Newspapers are seen for sale at a newsstand September 16, 2008 in New York City. U.S. stocks were mixed following yesterday's Dow Jones Industrial Average plunge of 4.4% or 504 points, being the worst single day loss since the terrorist attacks of September 2001. Today the Federal Reserve is scheduled to announce the target interest rates for the federal funds. It's not clear how the central bank will respond to recent turmoil in the world's financial markets. (Photo by Mario Tama/Getty Images)

The 101-year-old man described the incredible "imprint it put on my life" and "the values that it set" when the market crashed. He told Beck that those who have never experienced or understood austerity "only know half of life."

Qauresima was only 15 years old when the market crashed on Oct. 29, 1929, but he remembers that infamous "Black Tuesday" well. Earlier in the 1920s, the market expanded feverishly. But after reaching its peak in August 1929, production was on the decline and unemployment was on the rise.
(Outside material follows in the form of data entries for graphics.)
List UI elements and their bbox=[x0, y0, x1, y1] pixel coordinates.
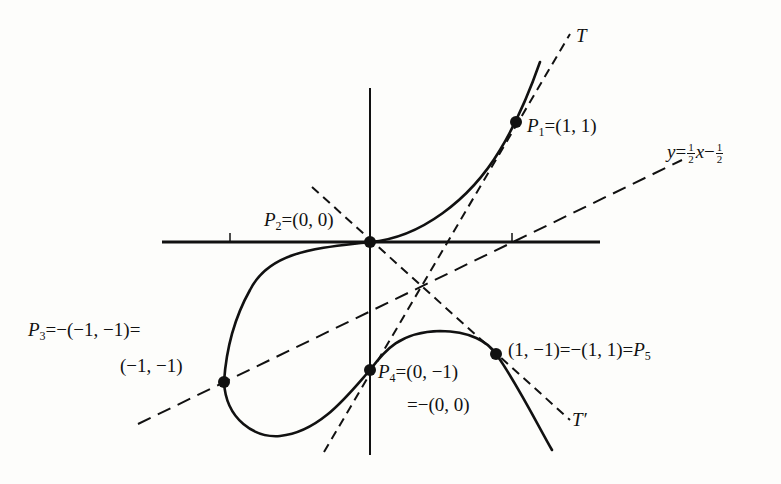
eq-x: x bbox=[696, 141, 704, 162]
P4-text-1: =(0, −1) bbox=[396, 361, 459, 382]
point-P4 bbox=[364, 364, 376, 376]
P3-text-2: (−1, −1) bbox=[120, 355, 183, 376]
label-P4-line1: P4=(0, −1) bbox=[378, 362, 458, 384]
P4-letter: P bbox=[378, 361, 390, 382]
point-P5 bbox=[490, 348, 502, 360]
point-P2 bbox=[364, 236, 376, 248]
P3-letter: P bbox=[28, 319, 40, 340]
curve-branch-upper bbox=[370, 62, 540, 242]
label-T-prime-text: T′ bbox=[572, 409, 587, 430]
point-P1 bbox=[510, 116, 522, 128]
P1-letter: P bbox=[527, 115, 539, 136]
eq-minus: − bbox=[704, 141, 715, 162]
label-T: T bbox=[576, 26, 587, 45]
label-P2: P2=(0, 0) bbox=[264, 210, 333, 232]
label-P4-line2: =−(0, 0) bbox=[407, 395, 470, 414]
fraction-half-2: 12 bbox=[716, 142, 724, 165]
eq-equals: = bbox=[675, 141, 686, 162]
P1-coords: =(1, 1) bbox=[545, 115, 597, 136]
P4-text-2: =−(0, 0) bbox=[407, 394, 470, 415]
label-P3-line1: P3=−(−1, −1)= bbox=[28, 320, 140, 342]
label-P5: (1, −1)=−(1, 1)=P5 bbox=[508, 340, 651, 362]
elliptic-curve-figure bbox=[0, 0, 781, 484]
P2-letter: P bbox=[264, 209, 276, 230]
P5-letter: P bbox=[633, 339, 645, 360]
P5-sub: 5 bbox=[645, 349, 651, 363]
P3-text-1: =−(−1, −1)= bbox=[46, 319, 141, 340]
P2-coords: =(0, 0) bbox=[282, 209, 334, 230]
frac2-den: 2 bbox=[716, 154, 724, 165]
label-secant-equation: y=12x−12 bbox=[667, 142, 724, 165]
label-T-prime: T′ bbox=[572, 410, 587, 429]
label-T-text: T bbox=[576, 25, 587, 46]
P5-text: (1, −1)=−(1, 1)= bbox=[508, 339, 633, 360]
label-P3-line2: (−1, −1) bbox=[120, 356, 183, 375]
cubic-curve bbox=[224, 62, 552, 450]
line-T-prime bbox=[312, 187, 570, 420]
label-P1: P1=(1, 1) bbox=[527, 116, 596, 138]
fraction-half-1: 12 bbox=[687, 142, 695, 165]
curve-branch-left-loop bbox=[224, 242, 370, 436]
point-P3 bbox=[218, 376, 230, 388]
frac1-den: 2 bbox=[687, 154, 695, 165]
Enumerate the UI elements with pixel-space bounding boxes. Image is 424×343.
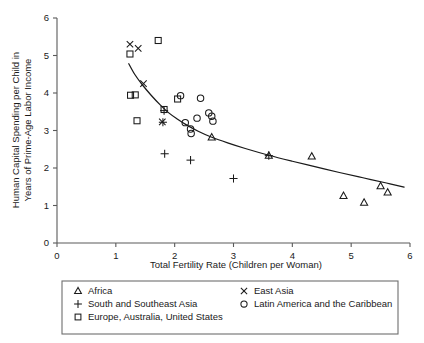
legend-items: AfricaEast AsiaSouth and Southeast AsiaL… <box>74 285 392 322</box>
data-point <box>229 174 237 182</box>
fit-curve <box>129 64 404 187</box>
legend-item-europe-australia-united-states[interactable]: Europe, Australia, United States <box>75 311 223 322</box>
y-tick-label: 0 <box>44 237 49 248</box>
data-point <box>308 153 315 159</box>
data-point <box>135 45 141 51</box>
legend-plus-icon <box>74 300 82 308</box>
data-point <box>377 182 384 188</box>
y-tick-label: 3 <box>44 125 49 136</box>
data-point <box>127 41 133 47</box>
y-axis-ticks: 0123456 <box>44 12 57 248</box>
legend-circle-icon <box>241 301 247 307</box>
legend-item-label: South and Southeast Asia <box>88 298 198 309</box>
legend-cross-icon <box>241 288 247 294</box>
legend-item-label: Latin America and the Caribbean <box>254 298 392 309</box>
y-axis-title: Human Capital Spending per Child in Year… <box>10 52 33 208</box>
data-point <box>340 192 347 198</box>
legend-triangle-icon <box>75 287 82 293</box>
data-point <box>127 51 133 57</box>
y-tick-label: 5 <box>44 50 49 61</box>
legend-square-icon <box>75 314 81 320</box>
data-series-group <box>127 37 391 205</box>
x-axis-title: Total Fertility Rate (Children per Woman… <box>150 259 322 270</box>
x-tick-label: 6 <box>407 250 412 261</box>
y-axis-title-line-2: Years of Prime-Age Labor Income <box>22 59 33 202</box>
series-europe-australia-united-states <box>127 37 181 123</box>
data-point <box>161 150 169 158</box>
legend-item-label: East Asia <box>254 285 294 296</box>
legend-item-label: Europe, Australia, United States <box>88 311 223 322</box>
y-tick-label: 1 <box>44 200 49 211</box>
legend-item-south-and-southeast-asia[interactable]: South and Southeast Asia <box>74 298 198 309</box>
y-tick-label: 4 <box>44 87 49 98</box>
y-axis-title-line-1: Human Capital Spending per Child in <box>10 52 21 208</box>
x-tick-label: 0 <box>54 250 59 261</box>
legend: AfricaEast AsiaSouth and Southeast AsiaL… <box>62 281 398 334</box>
legend-item-latin-america-and-the-caribbean[interactable]: Latin America and the Caribbean <box>241 298 392 309</box>
data-point <box>361 199 368 205</box>
data-point <box>194 115 200 121</box>
scatter-chart-figure: 0123456 0123456 Total Fertility Rate (Ch… <box>0 0 424 343</box>
chart-canvas: 0123456 0123456 Total Fertility Rate (Ch… <box>0 0 424 343</box>
data-point <box>155 37 161 43</box>
y-tick-label: 6 <box>44 12 49 23</box>
legend-item-label: Africa <box>88 285 113 296</box>
series-africa <box>208 134 391 206</box>
data-point <box>134 118 140 124</box>
x-tick-label: 1 <box>113 250 118 261</box>
data-point <box>384 189 391 195</box>
data-point <box>197 95 203 101</box>
legend-item-africa[interactable]: Africa <box>75 285 113 296</box>
legend-item-east-asia[interactable]: East Asia <box>241 285 294 296</box>
data-point <box>186 156 194 164</box>
axes: 0123456 0123456 <box>44 12 413 261</box>
data-point <box>188 130 194 136</box>
y-tick-label: 2 <box>44 162 49 173</box>
x-tick-label: 5 <box>349 250 354 261</box>
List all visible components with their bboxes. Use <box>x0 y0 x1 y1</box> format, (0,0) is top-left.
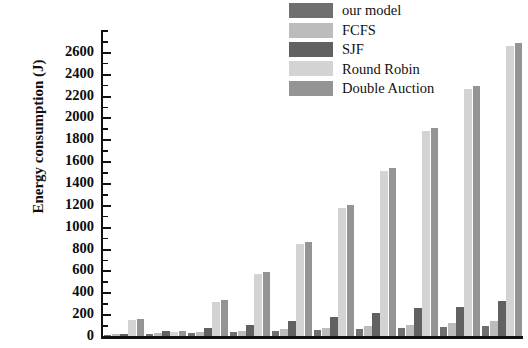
bar-sjf <box>414 308 422 336</box>
bar-our-model <box>398 328 406 336</box>
bar-our-model <box>188 333 196 336</box>
y-tick-major <box>103 227 111 229</box>
y-tick-major <box>103 117 111 119</box>
bar-our-model <box>356 329 364 336</box>
legend-item-round-robin: Round Robin <box>289 59 519 78</box>
bar-fcfs <box>322 328 330 336</box>
y-tick-label: 1000 <box>22 218 94 235</box>
bar-double-auction <box>389 168 397 336</box>
bar-sjf <box>120 334 128 336</box>
bar-sjf <box>456 307 464 337</box>
bar-sjf <box>498 301 506 336</box>
bar-our-model <box>272 331 280 336</box>
bar-our-model <box>482 326 490 336</box>
bar-our-model <box>440 327 448 336</box>
bar-fcfs <box>364 326 372 336</box>
bar-group <box>187 30 229 336</box>
bar-round-robin <box>380 171 388 336</box>
bar-our-model <box>230 332 238 336</box>
legend-item-fcfs: FCFS <box>289 20 519 39</box>
y-tick-minor <box>103 128 108 130</box>
y-tick-minor <box>103 238 108 240</box>
bar-sjf <box>288 321 296 336</box>
y-tick-minor <box>103 172 108 174</box>
bar-chart-figure: Energy consumption (J) 02004006008001000… <box>0 0 528 348</box>
bar-round-robin <box>338 208 346 336</box>
bar-sjf <box>372 313 380 336</box>
bar-fcfs <box>154 333 162 336</box>
legend-label-fcfs: FCFS <box>342 23 376 38</box>
legend-label-double-auction: Double Auction <box>342 81 434 96</box>
y-tick-minor <box>103 41 108 43</box>
y-tick-minor <box>103 325 108 327</box>
y-tick-label: 1800 <box>22 130 94 147</box>
bar-sjf <box>330 317 338 336</box>
legend-swatch-round-robin <box>289 61 333 76</box>
y-tick-label: 200 <box>22 305 94 322</box>
bar-fcfs <box>490 321 498 336</box>
bar-group <box>229 30 271 336</box>
legend-item-our-model: our model <box>289 1 519 20</box>
legend-item-sjf: SJF <box>289 40 519 59</box>
y-tick-minor <box>103 107 108 109</box>
bar-double-auction <box>221 300 229 336</box>
y-tick-label: 800 <box>22 240 94 257</box>
y-tick-label: 400 <box>22 283 94 300</box>
bar-double-auction <box>179 331 187 336</box>
y-tick-minor <box>103 260 108 262</box>
y-tick-label: 2600 <box>22 43 94 60</box>
y-tick-minor <box>103 85 108 87</box>
bar-double-auction <box>263 272 271 336</box>
bar-double-auction <box>431 128 439 336</box>
y-tick-major <box>103 96 111 98</box>
bar-round-robin <box>254 274 262 336</box>
bar-double-auction <box>305 242 313 336</box>
y-tick-label: 1600 <box>22 152 94 169</box>
y-tick-major <box>103 74 111 76</box>
y-tick-label: 2200 <box>22 87 94 104</box>
bar-fcfs <box>112 334 120 336</box>
legend-item-double-auction: Double Auction <box>289 79 519 98</box>
y-tick-label: 0 <box>22 327 94 344</box>
legend-swatch-sjf <box>289 42 333 57</box>
legend-label-round-robin: Round Robin <box>342 62 420 77</box>
y-tick-minor <box>103 303 108 305</box>
y-tick-major <box>103 292 111 294</box>
y-tick-major <box>103 249 111 251</box>
legend-label-sjf: SJF <box>342 42 364 57</box>
bar-round-robin <box>422 131 430 336</box>
bar-fcfs <box>280 329 288 336</box>
chart-legend: our model FCFS SJF Round Robin Double Au… <box>289 1 519 98</box>
legend-swatch-double-auction <box>289 81 333 96</box>
y-tick-minor <box>103 216 108 218</box>
y-tick-major <box>103 52 111 54</box>
bar-fcfs <box>406 325 414 336</box>
legend-swatch-fcfs <box>289 23 333 38</box>
bar-our-model <box>314 330 322 336</box>
y-tick-minor <box>103 194 108 196</box>
x-axis-line <box>101 336 523 339</box>
bar-round-robin <box>128 320 136 336</box>
y-tick-major <box>103 314 111 316</box>
bar-our-model <box>146 334 154 336</box>
y-tick-major <box>103 183 111 185</box>
y-tick-major <box>103 161 111 163</box>
bar-sjf <box>246 325 254 336</box>
bar-round-robin <box>170 332 178 336</box>
bar-double-auction <box>347 205 355 336</box>
bar-fcfs <box>196 332 204 336</box>
bar-double-auction <box>137 319 145 336</box>
y-tick-label: 1400 <box>22 174 94 191</box>
y-tick-minor <box>103 150 108 152</box>
y-tick-minor <box>103 281 108 283</box>
y-tick-label: 2400 <box>22 65 94 82</box>
bar-group <box>145 30 187 336</box>
bar-sjf <box>204 328 212 336</box>
y-tick-label: 2000 <box>22 108 94 125</box>
y-tick-major <box>103 139 111 141</box>
y-tick-minor <box>103 63 108 65</box>
y-tick-major <box>103 205 111 207</box>
y-tick-major <box>103 270 111 272</box>
y-tick-label: 600 <box>22 261 94 278</box>
bar-sjf <box>162 331 170 336</box>
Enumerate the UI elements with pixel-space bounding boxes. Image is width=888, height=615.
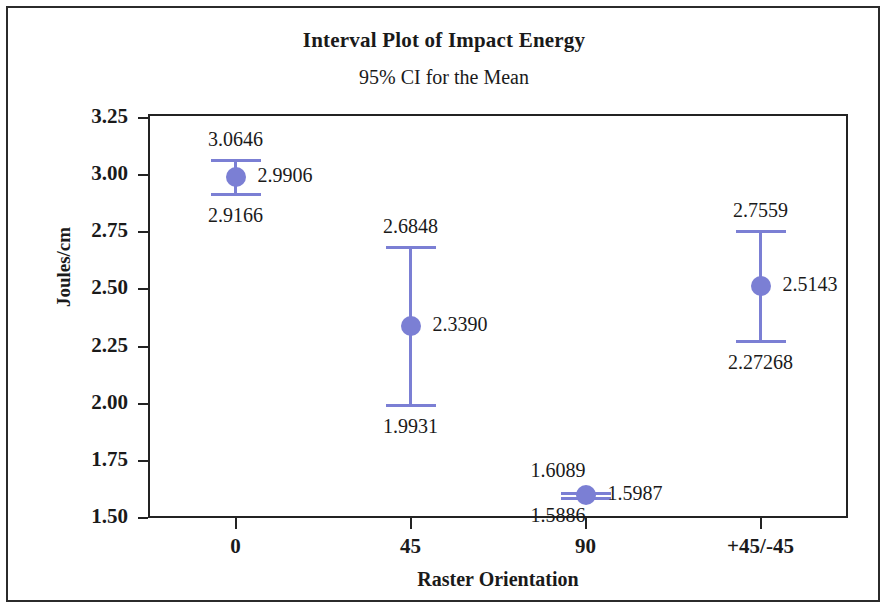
x-axis-label: Raster Orientation [148, 568, 848, 591]
plot-area [148, 114, 848, 518]
mean-marker [576, 485, 596, 505]
mean-value-label: 2.5143 [783, 273, 838, 296]
chart-title: Interval Plot of Impact Energy [0, 28, 888, 53]
ci-upper-cap [211, 159, 261, 162]
y-tick-mark [138, 231, 148, 233]
mean-marker [401, 316, 421, 336]
x-tick-label: 90 [506, 534, 666, 559]
y-tick-mark [138, 288, 148, 290]
x-tick-mark [235, 518, 237, 529]
x-tick-label: 45 [331, 534, 491, 559]
y-tick-label: 1.75 [91, 447, 128, 472]
x-tick-mark [410, 518, 412, 529]
ci-lower-cap [386, 404, 436, 407]
mean-value-label: 2.9906 [258, 164, 313, 187]
lower-bound-label: 2.27268 [671, 351, 851, 374]
y-tick-mark [138, 517, 148, 519]
ci-upper-cap [736, 230, 786, 233]
chart-subtitle: 95% CI for the Mean [0, 66, 888, 89]
x-tick-label: 0 [156, 534, 316, 559]
y-tick-label: 2.00 [91, 390, 128, 415]
mean-marker [751, 276, 771, 296]
upper-bound-label: 3.0646 [146, 128, 326, 151]
interval-plot-figure: Interval Plot of Impact Energy 95% CI fo… [0, 0, 888, 615]
mean-value-label: 1.5987 [608, 482, 663, 505]
x-tick-label: +45/-45 [681, 534, 841, 559]
y-tick-label: 2.50 [91, 275, 128, 300]
mean-value-label: 2.3390 [433, 313, 488, 336]
y-tick-label: 1.50 [91, 504, 128, 529]
y-tick-label: 2.25 [91, 333, 128, 358]
ci-lower-cap [736, 340, 786, 343]
y-tick-label: 3.25 [91, 104, 128, 129]
y-tick-mark [138, 346, 148, 348]
y-tick-mark [138, 117, 148, 119]
y-tick-mark [138, 403, 148, 405]
lower-bound-label: 1.5886 [426, 504, 586, 527]
upper-bound-label: 2.7559 [671, 199, 851, 222]
lower-bound-label: 2.9166 [146, 204, 326, 227]
y-tick-mark [138, 174, 148, 176]
y-tick-mark [138, 460, 148, 462]
upper-bound-label: 2.6848 [321, 215, 501, 238]
ci-lower-cap [211, 193, 261, 196]
upper-bound-label: 1.6089 [426, 459, 586, 482]
ci-upper-cap [386, 246, 436, 249]
mean-marker [226, 167, 246, 187]
y-tick-label: 3.00 [91, 161, 128, 186]
y-tick-label: 2.75 [91, 218, 128, 243]
y-axis-label: Joules/cm [53, 197, 75, 337]
x-tick-mark [760, 518, 762, 529]
lower-bound-label: 1.9931 [321, 415, 501, 438]
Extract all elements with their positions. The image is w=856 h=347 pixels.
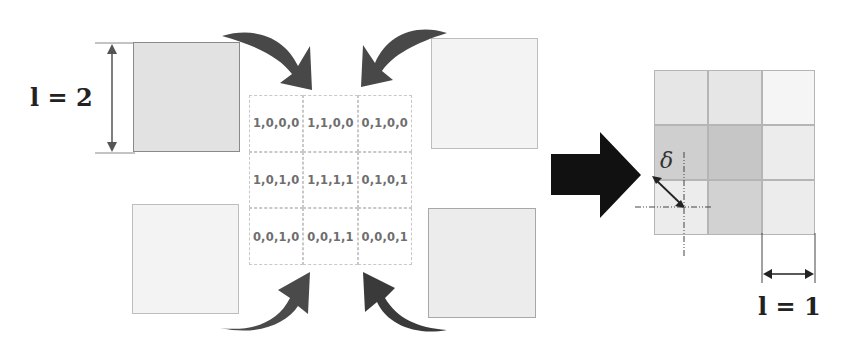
delta-label: δ [660,148,673,173]
grid-cell: 0,1,0,0 [358,95,412,152]
grid-cell: 1,0,0,0 [249,95,303,152]
right-length-label: l = 1 [758,292,821,321]
result-cell [708,70,762,125]
grid-cell: 0,0,1,0 [249,208,303,265]
curved-arrow-bottom-left-icon [218,270,313,335]
overlap-code-grid: 1,0,0,0 1,1,0,0 0,1,0,0 1,0,1,0 1,1,1,1 … [249,95,412,265]
grid-cell: 0,1,0,1 [358,152,412,209]
grid-cell: 1,1,0,0 [303,95,357,152]
offset-crosshair [630,150,720,260]
curved-arrow-top-right-icon [355,25,450,90]
result-cell [654,70,708,125]
big-right-arrow-icon [548,130,643,220]
curved-arrow-top-left-icon [220,28,315,93]
grid-cell: 0,0,1,1 [303,208,357,265]
grid-cell: 0,0,0,1 [358,208,412,265]
dimension-arrow-horizontal [760,233,820,285]
grid-cell: 1,1,1,1 [303,152,357,209]
curved-arrow-bottom-right-icon [355,270,450,335]
left-length-label: l = 2 [30,83,93,112]
result-cell [762,70,815,125]
grid-cell: 1,0,1,0 [249,152,303,209]
result-cell [762,125,815,180]
result-cell [762,180,815,235]
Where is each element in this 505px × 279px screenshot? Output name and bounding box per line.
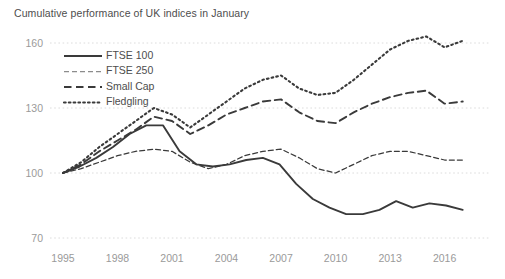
- chart-legend: FTSE 100FTSE 250Small CapFledgling: [64, 49, 155, 108]
- legend-label-ftse-100: FTSE 100: [106, 49, 153, 61]
- series-lines-group: [63, 37, 463, 215]
- x-axis-tick-label: 2016: [433, 252, 457, 264]
- y-axis-tick-label: 70: [31, 232, 43, 244]
- legend-label-fledgling: Fledgling: [106, 95, 149, 107]
- legend-label-ftse-250: FTSE 250: [106, 64, 153, 76]
- chart-container: Cumulative performance of UK indices in …: [0, 0, 505, 279]
- x-axis-tick-label: 2010: [324, 252, 348, 264]
- series-line-ftse-250: [63, 149, 463, 173]
- y-axis-tick-labels: 70100130160: [25, 37, 43, 244]
- chart-plot-area: 70100130160 1995199820012004200720102013…: [0, 0, 505, 279]
- y-axis-tick-label: 160: [25, 37, 43, 49]
- x-axis-tick-label: 2007: [269, 252, 293, 264]
- y-axis-tick-label: 130: [25, 102, 43, 114]
- x-axis-tick-label: 2001: [160, 252, 184, 264]
- x-axis-tick-labels: 19951998200120042007201020132016: [51, 252, 456, 264]
- x-axis-tick-label: 2013: [378, 252, 402, 264]
- legend-label-small-cap: Small Cap: [106, 80, 155, 92]
- x-axis-tick-label: 2004: [215, 252, 239, 264]
- x-axis-tick-label: 1995: [51, 252, 75, 264]
- series-line-ftse-100: [63, 125, 463, 214]
- x-axis-tick-label: 1998: [106, 252, 130, 264]
- y-axis-tick-label: 100: [25, 167, 43, 179]
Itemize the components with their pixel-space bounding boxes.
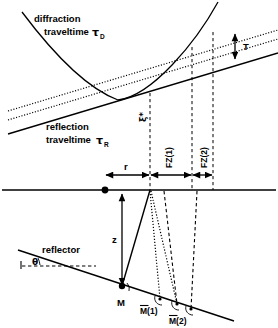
fz2-ray-left: [164, 191, 177, 304]
reflection-tau-symbol: τ: [96, 134, 103, 147]
reflection-tau-subscript: R: [104, 141, 109, 148]
fz1-label: FZ(1): [164, 147, 174, 168]
reflector-line: [18, 250, 234, 321]
diffraction-label-line2: traveltime: [44, 26, 89, 37]
xi-star-label: ξ*: [138, 112, 148, 122]
diffraction-tau-symbol: τ: [92, 26, 99, 39]
source-receiver-dot: [102, 187, 109, 194]
offset-r-label: r: [124, 161, 128, 172]
dip-angle-arc: [38, 258, 40, 265]
point-m1-label: M(1): [140, 306, 158, 316]
diffraction-tau-subscript: D: [100, 33, 105, 40]
reflection-plus-half-period-line: [8, 39, 278, 120]
period-label: T: [243, 41, 249, 52]
reflector-label: reflector: [42, 244, 80, 255]
point-m2-label: M(2): [169, 316, 187, 326]
fz2-label: FZ(2): [199, 147, 209, 168]
normal-ray-path: [122, 190, 150, 286]
reflection-point-m-dot: [119, 283, 125, 289]
reflection-point-m1b-dot: [175, 302, 178, 305]
reflection-plus-period-line: [8, 30, 278, 111]
diagram-canvas: diffraction traveltime τ D reflection tr…: [0, 0, 278, 328]
fz2-ray-right: [191, 191, 197, 309]
diffraction-label-line1: diffraction: [34, 13, 81, 24]
figure-root: diffraction traveltime τ D reflection tr…: [0, 0, 278, 328]
reflection-point-m1-dot: [158, 297, 161, 300]
reflection-label-line1: reflection: [46, 121, 89, 132]
reflection-point-m2-dot: [189, 307, 192, 310]
depth-z-label: z: [112, 234, 117, 245]
reflection-label-line2: traveltime: [46, 134, 91, 145]
dip-angle-label: θ: [32, 257, 38, 267]
point-m-label: M: [117, 297, 125, 308]
fz1-ray-right: [151, 191, 177, 304]
right-angle-arc-m: [127, 283, 129, 291]
fz1-ray-left: [150, 191, 160, 299]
Because of the rapid downturn, stocks lost their value. The devastating crash came as investors traded around 16 million shares on the New York Stock Exchange all in one day. Ultimately, billions of dollars were lost. Weathering the economic nightmare gave a young Qauresima a different way of seeing life, a perspective he feels today's millennials just don't — or even won't — understand.

"Unfortunately today, I hate to say it, but young people think everything is OK — it isn't," he said. "Austerity is the basis of understanding that there's other things in life, and you have to work for them."